Conservation level All 4-fold Transitional sites Transversional sites Adjusted S
Identical 14127 (20.8) 6384 (9.4) 6389 (9.4) 1354 (2.0) 15537
Semi-conserved 2889 (19.1) 1249 (8.3) 1319 (8.7) 321 (2.1) 3176
Non-conserved 1609 (21.5) 811 (10.9) 672 (9.0) 126 (1.7) 1759
Non-aligned 3240 (17.7) 1187 (6.5) 1819 (10.0) 234 (1.3) 3658

Total 21866 (20.1) 9631 (8.9) 10200 (9.4) 2036 (1.9) 24131

Transitional sites refer to 2-fold synonymous codons by virtue of transitional substitution; transversional sites to 2-fold synonymous codons by virtue of transversional substitution. Numbers in parentheses indicate proportion (%) of total positions.

Studies of hydrophilicity and complexity

Hydrophilicity scores were measured by the Kyte-Doolittle index (window = 14). Low-complexity regions were defined using the SEG algorithm at its default parameters [52].

Drug-resistance chromosomal regions

P. chabaudi orthologs were again used to generate the conservation score. In the case of one gene (MAL8P1.111) there was no rodent malaria parasite ortholog as previously reported [53] and in consequence the syntenic P. vivax ortholog was used for comparison. For the single apicoplast gene rpl4 the partial P. chabaudi sequence PC103611.00.0 was available for generation of the cross-genus conservation score at sites of mutation. For all studies at drug-resistance regions a neighbourhood conservation score was used (averaging the individual conservation scores across a sliding, overlapping window of 9 residues). This allows for the possibility that drug-resistance mutations may occur at residues that have previously undergone conservative change within a wider area of conservation, thereby reducing stochastic loss of sensitivity. This also obviated the need for a specific step to identify non-aligned regions at genomic regions. Non-synonymous SNPs (nSNPs) between sensitive and resistant parasites were studied at each locus, spanning the drug-resistance gene in each case and extending outwards symmetrically until 10 nSNPs outside the drug-resistance gene itself had been documented in at least one pairwise comparison. All residues known to be intrinsic to resistance haplotypes, whether or not each individual residue has been shown to cause drug-resistance independently, were included. Chi-squared testing was undertaken testing whether the distribution of amino acid variants in terms of conservation level was the same as the distribution of total sequence, using 13 conservation levels (bins of 1), and hence 12 degrees of freedom. The test was performed first for drug-resistance genes and mutations, and then for the other genes and the mutations within them.

Competing interests

The authors declare that they have no competing interests.

Authors' contributions

CW, KG, LB, ND and NW conceived the study design. KG, IS and CW performed data acquisition, coding and analysis. KG and CW produced the first draft of the paper and all authors amended the manuscript and approved the final version.

Authors' information

CW, ND and NW are clinicians based at the Mahidol-Oxford Tropical Medicine Research Unit and are engaged in tackling the problem of multi-drug resistant malaria in Southeast Asia.

Contributor Information

Kate B Gardner, Email: kate_bridget@hotmail.com.

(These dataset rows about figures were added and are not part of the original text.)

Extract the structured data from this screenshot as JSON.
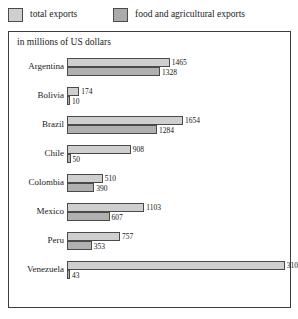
{
  "legend": {
    "entries": [
      {
        "label": "total exports",
        "key": "total",
        "color": "#cfcfcf",
        "icon": "legend-swatch-icon"
      },
      {
        "label": "food and agricultural exports",
        "key": "food",
        "color": "#aaaaaa",
        "icon": "legend-swatch-icon"
      }
    ]
  },
  "chart": {
    "subtitle": "in millions of US dollars",
    "frame_color": "#3c3c3c"
  },
  "chart_data": {
    "type": "bar",
    "orientation": "horizontal",
    "title": "",
    "subtitle": "in millions of US dollars",
    "xlabel": "",
    "ylabel": "",
    "unit": "millions of US dollars",
    "grid": false,
    "legend_position": "top",
    "xlim": [
      0,
      3108
    ],
    "categories": [
      "Argentina",
      "Bolivia",
      "Brazil",
      "Chile",
      "Colombia",
      "Mexico",
      "Peru",
      "Venezuela"
    ],
    "series": [
      {
        "name": "total exports",
        "color": "#cfcfcf",
        "values": [
          1465,
          174,
          1654,
          908,
          510,
          1103,
          757,
          3108
        ]
      },
      {
        "name": "food and agricultural exports",
        "color": "#b0b0b0",
        "values": [
          1328,
          10,
          1284,
          50,
          390,
          607,
          353,
          43
        ]
      }
    ],
    "data_labels": [
      {
        "category": "Argentina",
        "total": "1465",
        "food": "1328"
      },
      {
        "category": "Bolivia",
        "total": "174",
        "food": "10"
      },
      {
        "category": "Brazil",
        "total": "1654",
        "food": "1284"
      },
      {
        "category": "Chile",
        "total": "908",
        "food": "50"
      },
      {
        "category": "Colombia",
        "total": "510",
        "food": "390"
      },
      {
        "category": "Mexico",
        "total": "1103",
        "food": "607"
      },
      {
        "category": "Peru",
        "total": "757",
        "food": "353"
      },
      {
        "category": "Venezuela",
        "total": "3108",
        "food": "43"
      }
    ]
  },
  "scale": {
    "px_per_unit": 0.0701,
    "row_pitch": 29,
    "first_row_top": 2
  }
}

Ipsita Sinha, Email: ipsitinha@googlemail.com.

Leyla Y Bustamante, Email: lbr@sanger.ac.uk.

Nicholas PJ Day, Email: Nickd@tropmedres.ac.

Nicholas J White, Email: nickwdt@tropmedres.ac.

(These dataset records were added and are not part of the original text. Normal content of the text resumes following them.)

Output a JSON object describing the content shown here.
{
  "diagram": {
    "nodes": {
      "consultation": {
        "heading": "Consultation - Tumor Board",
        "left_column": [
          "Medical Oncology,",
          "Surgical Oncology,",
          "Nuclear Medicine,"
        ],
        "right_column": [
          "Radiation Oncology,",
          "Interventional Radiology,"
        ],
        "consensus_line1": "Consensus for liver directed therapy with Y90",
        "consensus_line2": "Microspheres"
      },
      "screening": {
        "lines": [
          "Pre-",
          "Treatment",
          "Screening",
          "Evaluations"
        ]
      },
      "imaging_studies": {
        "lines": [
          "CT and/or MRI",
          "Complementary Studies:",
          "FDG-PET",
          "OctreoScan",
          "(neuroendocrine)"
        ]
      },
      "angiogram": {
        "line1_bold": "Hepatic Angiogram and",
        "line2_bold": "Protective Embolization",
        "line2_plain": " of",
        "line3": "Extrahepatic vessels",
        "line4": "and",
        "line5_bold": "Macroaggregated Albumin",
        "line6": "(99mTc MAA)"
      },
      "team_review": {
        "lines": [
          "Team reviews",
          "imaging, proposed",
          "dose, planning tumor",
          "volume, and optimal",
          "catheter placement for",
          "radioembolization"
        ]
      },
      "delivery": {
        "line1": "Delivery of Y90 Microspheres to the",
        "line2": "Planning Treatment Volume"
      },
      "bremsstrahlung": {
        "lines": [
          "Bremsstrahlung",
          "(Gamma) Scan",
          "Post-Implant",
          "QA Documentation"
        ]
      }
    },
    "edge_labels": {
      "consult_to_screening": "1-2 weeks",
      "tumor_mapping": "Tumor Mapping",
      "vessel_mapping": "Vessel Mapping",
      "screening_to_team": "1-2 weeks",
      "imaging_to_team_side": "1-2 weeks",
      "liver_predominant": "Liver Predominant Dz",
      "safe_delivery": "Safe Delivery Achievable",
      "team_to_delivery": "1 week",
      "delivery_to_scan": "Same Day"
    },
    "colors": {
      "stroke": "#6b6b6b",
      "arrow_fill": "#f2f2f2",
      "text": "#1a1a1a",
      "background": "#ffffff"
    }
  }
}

Charles J Woodrow, Email: charlie@tropmedres.ac.

Acknowledgements

CW and KG were funded by an MRC Clinician Scientist Fellowship to CW. NW is a Wellcome Trust Principal Fellow. The authors thank Arjen Dondorp, Mallika Imwong, Olivo Miotto, Chris Newbold and Sue Lee for helpful discussions. No funding body had any role in study design, collection, analysis, and interpretation of data, the writing of the manuscript or the decision to submit the manuscript for publication.